Laemmli’s paper mattered far beyond its immediate subject, bacteriophage T4 head assembly, because it made protein composition experimentally legible at a new level of resolution. The paper showed that specific structural proteins of the phage head were cleaved during assembly, so viral morphogenesis could be understood not merely as aggregation of preformed parts but as an ordered biochemical process involving proteolytic processing. That shifted attention from static “parts lists” of virions toward assembly pathways, precursor-product relationships, and regulated maturation steps.

Its larger paradigm shift came from the method embedded in the work: SDS-polyacrylamide gel electrophoresis in the Laemmli system. By denaturing proteins with SDS and separating them reproducibly by apparent molecular weight, the paper gave biologists a practical way to compare complex protein mixtures as banding patterns. After this, identifying protein subunits, following processing events, checking purification fractions, and estimating molecular weights became routine rather than specialized feats.

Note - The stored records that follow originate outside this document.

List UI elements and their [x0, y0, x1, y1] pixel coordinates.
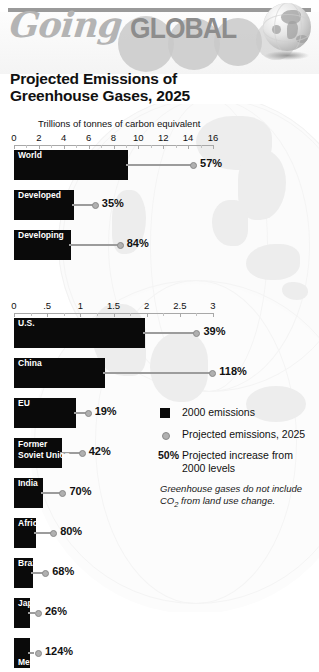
black-bar-swatch-icon [160, 408, 170, 418]
chart-bar-row: China118% [14, 358, 304, 388]
brand-bold-global: GLOBAL [130, 11, 236, 45]
axis-tick-label: 4 [61, 132, 66, 143]
axis-tick [14, 313, 15, 317]
axis-tick-label: 12 [158, 132, 169, 143]
chart-aggregate-regions: Trillions of tonnes of carbon equivalent… [14, 118, 304, 270]
bar-category-label: Mexico [18, 658, 47, 668]
percent-increase-label: 118% [219, 365, 247, 377]
axis-caption: Trillions of tonnes of carbon equivalent [38, 118, 200, 129]
axis-tick [180, 313, 181, 317]
projected-emissions-dot [79, 450, 86, 457]
axis-tick [114, 145, 115, 149]
legend: 2000 emissions Projected emissions, 2025… [160, 406, 315, 511]
axis-tick [114, 313, 115, 317]
projected-emissions-dot [35, 610, 42, 617]
bar-category-label: Developing [18, 231, 64, 241]
axis-tick [39, 145, 40, 149]
axis-tick-minor [176, 145, 177, 148]
footnote-line-2: from land use change. [181, 495, 275, 506]
percent-increase-label: 35% [102, 197, 124, 209]
projected-emissions-dot [42, 570, 49, 577]
axis-tick-label: 2.5 [173, 300, 186, 311]
axis-tick-label: 2 [36, 132, 41, 143]
projection-connector [126, 164, 195, 166]
percent-increase-label: 84% [127, 237, 149, 249]
projected-emissions-dot [193, 330, 200, 337]
axis-tick-minor [163, 313, 164, 316]
legend-label-2000: 2000 emissions [182, 406, 315, 419]
axis-tick [213, 313, 214, 317]
projected-emissions-dot [35, 650, 42, 657]
projection-connector [143, 332, 198, 334]
axis-tick-label: .5 [43, 300, 51, 311]
bar-category-label: Africa [18, 519, 42, 529]
axis-tick-label: 6 [86, 132, 91, 143]
percent-increase-label: 39% [203, 325, 225, 337]
bar-category-label: EU [18, 399, 30, 409]
axis-tick [80, 313, 81, 317]
axis-tick-label: 1.5 [107, 300, 120, 311]
percent-increase-label: 42% [89, 445, 111, 457]
brand-script-going: Going [8, 4, 124, 45]
legend-footnote: Greenhouse gases do not include CO2 from… [160, 483, 315, 511]
projected-emissions-dot [190, 162, 197, 169]
percent-increase-label: 70% [69, 485, 91, 497]
percent-increase-label: 80% [60, 525, 82, 537]
axis-tick-label: 3 [210, 300, 215, 311]
bar-category-label: Developed [18, 191, 61, 201]
legend-label-percent: Projected increase from 2000 levels [182, 449, 315, 474]
axis-tick [163, 145, 164, 149]
axis-tick-label: 16 [208, 132, 219, 143]
projection-connector [103, 372, 214, 374]
axis-tick-minor [76, 145, 77, 148]
legend-row-projected: Projected emissions, 2025 [160, 428, 315, 441]
axis-tick [138, 145, 139, 149]
axis-tick [47, 313, 48, 317]
axis-tick-minor [151, 145, 152, 148]
chart-bar-row: Developing84% [14, 230, 304, 260]
chart-bar-row: World57% [14, 150, 304, 180]
legend-label-projected: Projected emissions, 2025 [182, 428, 315, 441]
chart-bar-row: Africa80% [14, 518, 304, 548]
bar-category-label: China [18, 359, 42, 369]
axis-tick-label: 14 [183, 132, 194, 143]
axis-tick-minor [126, 145, 127, 148]
projection-connector [69, 244, 122, 246]
axis-tick-minor [64, 313, 65, 316]
chart-bar-row: Developed35% [14, 190, 304, 220]
axis-tick [188, 145, 189, 149]
chart-bar-row: U.S.39% [14, 318, 304, 348]
axis-tick-label: 0 [11, 300, 16, 311]
projected-emissions-dot [59, 490, 66, 497]
bar-category-label: Brazil [18, 559, 41, 569]
axis-tick-label: 2 [144, 300, 149, 311]
page-title: Projected Emissions of Greenhouse Gases,… [10, 70, 240, 104]
bar-category-label: FormerSoviet Union [18, 439, 70, 460]
axis-tick-minor [26, 145, 27, 148]
legend-row-percent: 50% Projected increase from 2000 levels [160, 449, 315, 474]
axis-tick-minor [101, 145, 102, 148]
projected-emissions-dot [117, 242, 124, 249]
axis-tick-minor [51, 145, 52, 148]
percent-increase-label: 19% [95, 405, 117, 417]
axis-tick-label: 8 [111, 132, 116, 143]
projected-emissions-dot [209, 370, 216, 377]
axis-tick-minor [201, 145, 202, 148]
globe-icon [259, 2, 315, 62]
legend-row-2000: 2000 emissions [160, 406, 315, 419]
projected-dot-icon [162, 432, 170, 440]
chart-bar-row: Mexico124% [14, 638, 304, 668]
axis-tick-label: 1 [78, 300, 83, 311]
axis-tick-minor [130, 313, 131, 316]
bar-category-label: World [18, 151, 42, 161]
x-axis: 0.511.522.53 [14, 300, 214, 316]
axis-tick-minor [196, 313, 197, 316]
projection-connector [28, 652, 34, 654]
projected-emissions-dot [85, 410, 92, 417]
percent-increase-label: 68% [52, 565, 74, 577]
chart-bar-row: Brazil68% [14, 558, 304, 588]
axis-tick [89, 145, 90, 149]
axis-tick [14, 145, 15, 149]
axis-tick-label: 10 [133, 132, 144, 143]
x-axis: 0246810121416 [14, 132, 214, 148]
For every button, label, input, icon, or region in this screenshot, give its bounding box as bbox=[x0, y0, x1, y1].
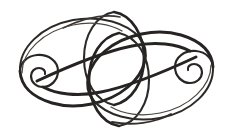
artwork-canvas: Interlaced Double-Scroll Flourish A hand… bbox=[0, 0, 231, 138]
ornamental-flourish-drawing: Interlaced Double-Scroll Flourish A hand… bbox=[0, 0, 231, 138]
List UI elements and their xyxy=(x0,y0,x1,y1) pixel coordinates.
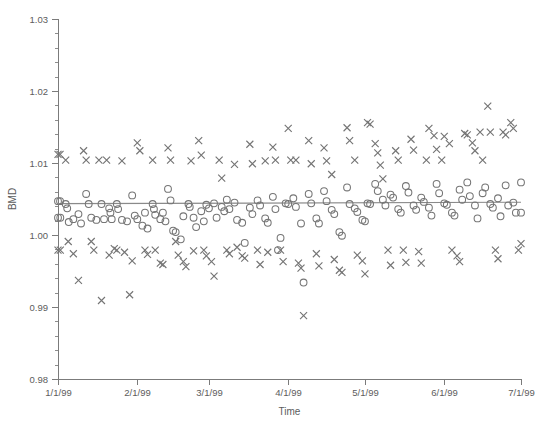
chart-canvas: 0.980.991.001.011.021.03 1/1/992/1/993/1… xyxy=(0,0,547,429)
y-tick-label: 0.98 xyxy=(30,374,49,385)
y-tick-label: 1.01 xyxy=(30,158,49,169)
y-tick-label: 1.02 xyxy=(30,86,49,97)
x-tick-label: 4/1/99 xyxy=(275,387,301,398)
bmd-time-scatter-chart: 0.980.991.001.011.021.03 1/1/992/1/993/1… xyxy=(0,0,547,429)
x-axis-title: Time xyxy=(279,406,301,417)
y-tick-label: 1.03 xyxy=(30,14,49,25)
y-axis-title: BMD xyxy=(7,188,18,210)
x-tick-label: 5/1/99 xyxy=(352,387,378,398)
x-tick-label: 1/1/99 xyxy=(45,387,71,398)
y-tick-label: 0.99 xyxy=(30,302,49,313)
x-tick-label: 3/1/99 xyxy=(196,387,222,398)
x-tick-label: 7/1/99 xyxy=(508,387,534,398)
x-tick-label: 6/1/99 xyxy=(431,387,457,398)
y-tick-label: 1.00 xyxy=(30,230,49,241)
x-tick-label: 2/1/99 xyxy=(124,387,150,398)
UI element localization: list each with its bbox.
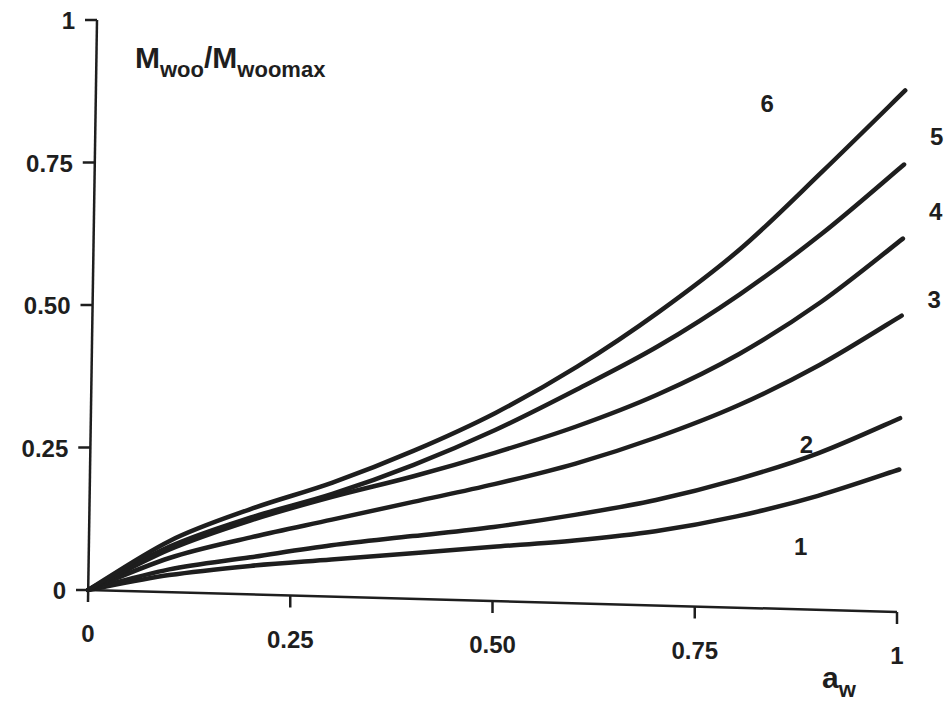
series-label-5: 5: [930, 123, 943, 150]
x-tick-label: 1: [890, 642, 903, 669]
line-chart: 00.250.500.751 00.250.500.751 123456 Mwo…: [0, 0, 945, 712]
y-tick-label: 0.25: [22, 435, 69, 462]
series-label-2: 2: [800, 431, 813, 458]
data-curves: [88, 90, 905, 590]
x-tick-label: 0.75: [671, 637, 718, 664]
curve-6: [88, 90, 905, 590]
series-label-3: 3: [927, 286, 940, 313]
x-tick-label: 0: [81, 620, 94, 647]
y-tick-label: 0.50: [24, 292, 71, 319]
x-tick-label: 0.50: [469, 631, 516, 658]
y-axis: [88, 20, 97, 602]
y-ticks: 00.250.500.751: [22, 7, 97, 604]
y-tick-label: 0.75: [26, 150, 73, 177]
y-axis-title: Mwoo/Mwoomax: [135, 41, 326, 82]
curve-2: [88, 418, 900, 590]
x-axis-title: aw: [822, 661, 857, 702]
x-tick-label: 0.25: [267, 626, 314, 653]
x-ticks: 00.250.500.751: [81, 596, 903, 670]
series-label-6: 6: [761, 90, 774, 117]
y-tick-label: 0: [53, 577, 66, 604]
series-label-4: 4: [929, 198, 943, 225]
y-tick-label: 1: [62, 7, 75, 34]
series-label-1: 1: [794, 533, 807, 560]
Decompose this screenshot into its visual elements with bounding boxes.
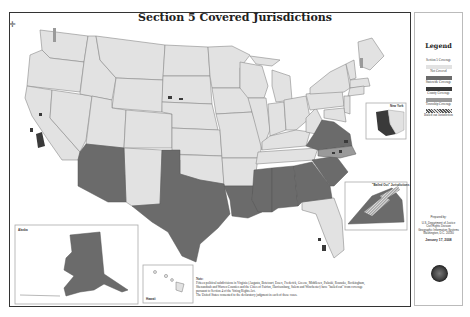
compass-rose-icon: ✛ bbox=[9, 20, 16, 29]
legend-panel: Legend Section 5 Coverage Not Covered St… bbox=[414, 12, 463, 306]
state-north-dakota bbox=[163, 45, 210, 76]
state-tennessee bbox=[256, 148, 318, 164]
legend-subtitle: Section 5 Coverage bbox=[415, 58, 462, 62]
legend-label: Not Covered bbox=[415, 69, 462, 73]
legend-item-bailed-out: Bailed out Jurisdiction bbox=[415, 109, 462, 117]
state-wyoming bbox=[112, 78, 163, 112]
state-kentucky bbox=[262, 130, 310, 150]
doj-seal-icon bbox=[431, 265, 448, 282]
alaska-label: Alaska bbox=[18, 228, 28, 232]
legend-item-county: County Coverage bbox=[415, 87, 462, 95]
us-map bbox=[0, 0, 470, 317]
state-wisconsin bbox=[240, 62, 268, 98]
state-new-york bbox=[310, 64, 350, 94]
new-york-label: New York bbox=[390, 104, 403, 108]
legend-item-statewide: Statewide Coverage bbox=[415, 76, 462, 84]
map-note: Note: Fifteen political subdivisions in … bbox=[196, 277, 406, 297]
map-title: Section 5 Covered Jurisdictions bbox=[0, 11, 470, 24]
legend-item-not-covered: Not Covered bbox=[415, 65, 462, 73]
prepared-by-label: Prepared by: bbox=[415, 216, 462, 220]
state-arizona bbox=[78, 144, 126, 202]
state-new-mexico bbox=[124, 148, 162, 206]
legend-label: Statewide Coverage bbox=[415, 80, 462, 84]
state-arkansas bbox=[222, 158, 258, 186]
state-mississippi bbox=[252, 168, 272, 212]
state-new-jersey bbox=[344, 96, 350, 114]
prepared-by: Prepared by: U.S. Department of Justice … bbox=[415, 216, 462, 236]
state-delaware-maryland bbox=[324, 108, 346, 122]
legend-item-township: Township Coverage bbox=[415, 98, 462, 106]
state-south-dakota bbox=[162, 76, 212, 104]
prepared-by-line: Washington, D.C. 20530 bbox=[415, 232, 462, 236]
legend-label: Township Coverage bbox=[415, 102, 462, 106]
hawaii-label: Hawaii bbox=[146, 297, 156, 301]
state-colorado bbox=[124, 110, 172, 148]
legend-title: Legend bbox=[415, 42, 462, 50]
legend-label: County Coverage bbox=[415, 91, 462, 95]
state-alabama bbox=[272, 166, 298, 212]
legend-label: Bailed out Jurisdiction bbox=[424, 113, 454, 117]
note-line: The United States consented to the decla… bbox=[196, 293, 406, 297]
bailed-out-label: "Bailed Out" Jurisdictions bbox=[372, 183, 409, 187]
map-date: January 17, 2008 bbox=[415, 238, 462, 242]
state-michigan bbox=[272, 70, 292, 102]
state-indiana bbox=[268, 102, 286, 136]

That technical standard helped enable much of modern molecular biology and biochemistry: viral assembly studies, membrane-protein work, enzyme purification, immunoblotting, recombinant protein validation, and later proteomics all relied on the ability to resolve proteins cleanly and reproducibly. The paper’s extraordinary citation count reflects this dual legacy: it advanced a concrete model of bacteriophage morphogenesis while also giving laboratories a general-purpose protein-separation platform that became one of the basic measurement tools of the molecular life sciences.